1, Heisenberg Lie algebra) A3,4 (C = w1w2, e(1, 1)); A3,6 (C = w21 + w2

2,e(2)); A3,8 (C = w2

2 + w1w3, su(1, 1), sl(2)); A3,9 (C = w21 + w2

2 + w23, su(2), so(3)). A

large set of Lie–Poisson systems is obtained by direct products of the duals of these Liealgebras. Such a structure was already mentioned by Nambu in his original paper, noting

20

the application to spin systems. The spherical midpoint method applies to these systems;it generates symplectic maps in neighbourhoods of symplectic leaves with c 6= 0.

References

[1] H. Aref, Point vortex dynamics: a classical mathematics playground, J. Math. Phys.48 (2007), 065401, 23.

[2] M. A. Austin, P. Krishnaprasad, and L.-S. Wang, Almost Poisson integration ofrigid body systems, Journal of Computational Physics 107 (1993), 105–117.

[3] V. Bogomolov, Dynamics of vorticity at a sphere, Fluid Dynamics 12 (1977), 863–870.

[4] P. Channell and J. Scovel, Integrators for Lie–Poisson dynamical systems, PhysicaD: Nonlinear Phenomena 50 (1991), 80 – 88.

[5] B. Chirikov and D. Shepelyansky, Chirikov standard map, Scholarpedia 3 (2008),3550.

[6] G. Cooper, Stability of Runge–Kutta methods for trajectory problems, IMA J.Numer. Anal. 7 (1987), 1–13.

[7] P. Deift, L.-C. Li, and C. Tomei, Loop groups, discrete versions of some classicalintegrable systems, and rank 2 extensions, vol. 100, AMS, 1992.

[8] E. Hairer, C. Lubich, and G. Wanner, Geometric Numerical Integration, Springer-Verlag, Berlin, 2006.

[9] T. Humphreys and P. S. Marcus, Vortex Street Dynamics: The Selection Mechanismfor the Areas and Locations of Jupiter’s Vortices, Journal of the Atmospheric Sciences64 (2007), 1318–1333.

[10] L. Jay, Symplectic partitioned Runge–Kutta methods for constrained Hamiltoniansystems, SIAM J. Numer. Anal. 33 (1996), 368–387.

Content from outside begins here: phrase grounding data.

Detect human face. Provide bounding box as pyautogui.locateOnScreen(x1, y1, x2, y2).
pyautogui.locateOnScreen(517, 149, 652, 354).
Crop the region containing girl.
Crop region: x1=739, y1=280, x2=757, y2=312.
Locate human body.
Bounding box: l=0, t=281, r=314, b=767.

[11] K. Kaneko and K. Kaneko, Theory and applications of coupled map lattices, vol. 159,Wiley Chichester, 1993.

[12] R. Kidambi and P. K. Newton, Motion of three point vortices on a sphere, PhysicaD: Nonlinear Phenomena 116 (1998), 143 – 175.

[13] Y. Kosmann-Schwarzbach, B. Grammaticos, and T. Tamizhmani, Discrete integrablesystems, Springer, 2004.

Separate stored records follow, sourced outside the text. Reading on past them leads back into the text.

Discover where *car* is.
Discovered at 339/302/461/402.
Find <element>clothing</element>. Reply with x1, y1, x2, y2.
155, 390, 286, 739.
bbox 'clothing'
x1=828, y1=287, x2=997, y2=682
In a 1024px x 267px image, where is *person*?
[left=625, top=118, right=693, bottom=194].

[14] M. Lakshmanan, The fascinating world of the Landau–Lifshitz–Gilbert equation: anoverview, Philosophical Transactions of the Royal Society A: Mathematical, Physicaland Engineering Sciences 369 (2011), 1280–1300.

21

[15] F. Laurent-Polz, J. Montaldi, and M. Roberts, Point vortices on the sphere: stabilityof symmetric relative equilibria, J. Geom. Mech. 3 (2011), 439–486.

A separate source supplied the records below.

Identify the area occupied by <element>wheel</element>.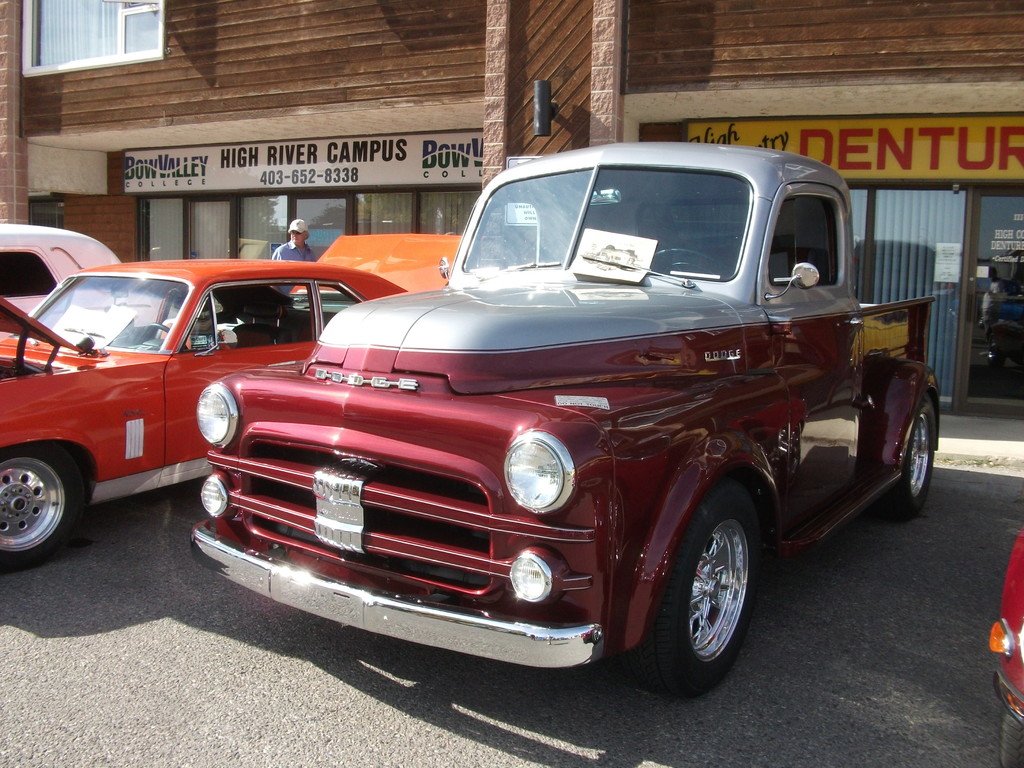
Area: (648, 249, 730, 280).
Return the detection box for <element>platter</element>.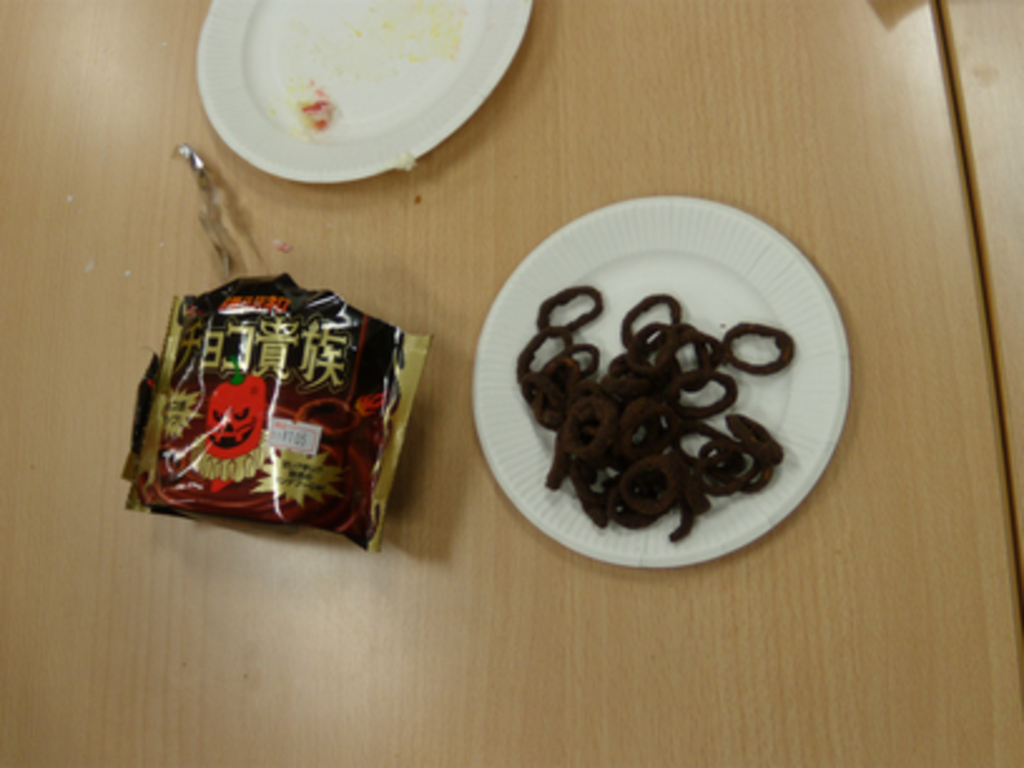
detection(193, 0, 532, 186).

[16] T. Lee, Can time be a discrete dynamical variable?, Physics Letters B 122 (1983),217 – 220.

[17] T. Lee, Difference equations and conservation laws, Journal of Statistical Physics46 (1987), 843–860.

[18] D. Lewis and N. Nigam, Geometric integration on spheres and some interestingapplications., J. Comput. Appl. Math. 151 (2003), 141–170.

[19] C. Lim, J. Montaldi, and M. Roberts, Relative equilibria of point vortices on thesphere, Phys. D 148 (2001), 97–135.

[20] C. Lubich, B. Walther, and B. Brugmann, Symplectic integration of post-Newtonianequations of motion with spin, Phys. Rev. D 81 (2010), 104025.

[21] J. Marsden and A. Weinstein, Coadjoint orbits, vortices, and Clebsch variables forincompressible fluids, Phys. D 7 (1983), 305–323.

[22] J. E. Marsden, S. Pekarsky, and S. Shkoller, Discrete Euler-Poincare and Lie–Poissonequations, Nonlinearity 12 (1999), 1647–1662.

[23] J. E. Marsden and T. S. Ratiu, Introduction to Mechanics and Symmetry, Springer-Verlag, New York, 1999.

[24] R. I. McLachlan, K. Modin, H. Z. Munthe-Kaas, and O. Verdier, B-series methodsare exactly the affine equivariant methods, Numerische Matematik (2015), http://arxiv.org/abs/1409.1019, 1409.1019.

[25] R. I. McLachlan, K. Modin, and O. Verdier, Collective symplectic integrators,Nonlinearity 27 (2014), 1525.

[26] R. I. McLachlan, K. Modin, and O. Verdier, Collective Lie–Poisson integrators onR3, IMA J. Num. Anal. 35 (2015), 546–560.

[27] R. I. McLachlan, K. Modin, O. Verdier, and M. Wilkins, Geometric generalisationsof SHAKE and RATTLE, Found. Comput. Math. 14 (2013), 339–370.

[28] R. I. McLachlan and G. R. W. Quispel, Geometric integrators for ODEs, Journal ofPhysics A: Mathematical and General 39 (2006), 5251.

[29] J. Moser and A. P. Veselov, Discrete versions of some classical integrable systemsand factorization of matrix polynomials, Comm. Math. Phys. 139 (1991), 217–243.

[30] Y. Nambu, Generalized Hamiltonian dynamics, Physical Review D 7 (1973), 2405–2412.

22

[31] J. Patera, R. Sharp, P. Winternitz, and H. Zassenhaus, Invariants of real lowdimension Lie algebras, Journal of Mathematical Physics 17 (1976), 986.

[32] H. Poincare, Les Methodes Nouvelles de la Mecanique Celeste, Gauthier–Villars,Paris, transl. in New Methods of Celestial Mechanics, Daniel Goroff, ed. (AIP Press,1993), 1892.

[33] T. Sakajo, The motion of three point vortices on a sphere, Japan Journal of Industrialand Applied Mathematics 16 (1999), 321–347.

[34] Z. Shang, KAM theorem of symplectic algorithms for Hamiltonian systems, Numer.Math. 83 (1999), 477–496.

[35] R. Steinigeweg and H.-J. Schmidt, Symplectic integrators for classical spin systems.,Comput. Phys. Commun. 174 (2006), 853–861.

[36] C. Viterbo, Generating functions, symplectic geometry, and applications, Proceedingsof the International Congress of Mathematicians, vol. 1, p. 2, 1994.

[37] A. Weinstein, Symplectic geometry, Bull. Amer. Math. Soc. (N.S.) 5 (1981), 1–13.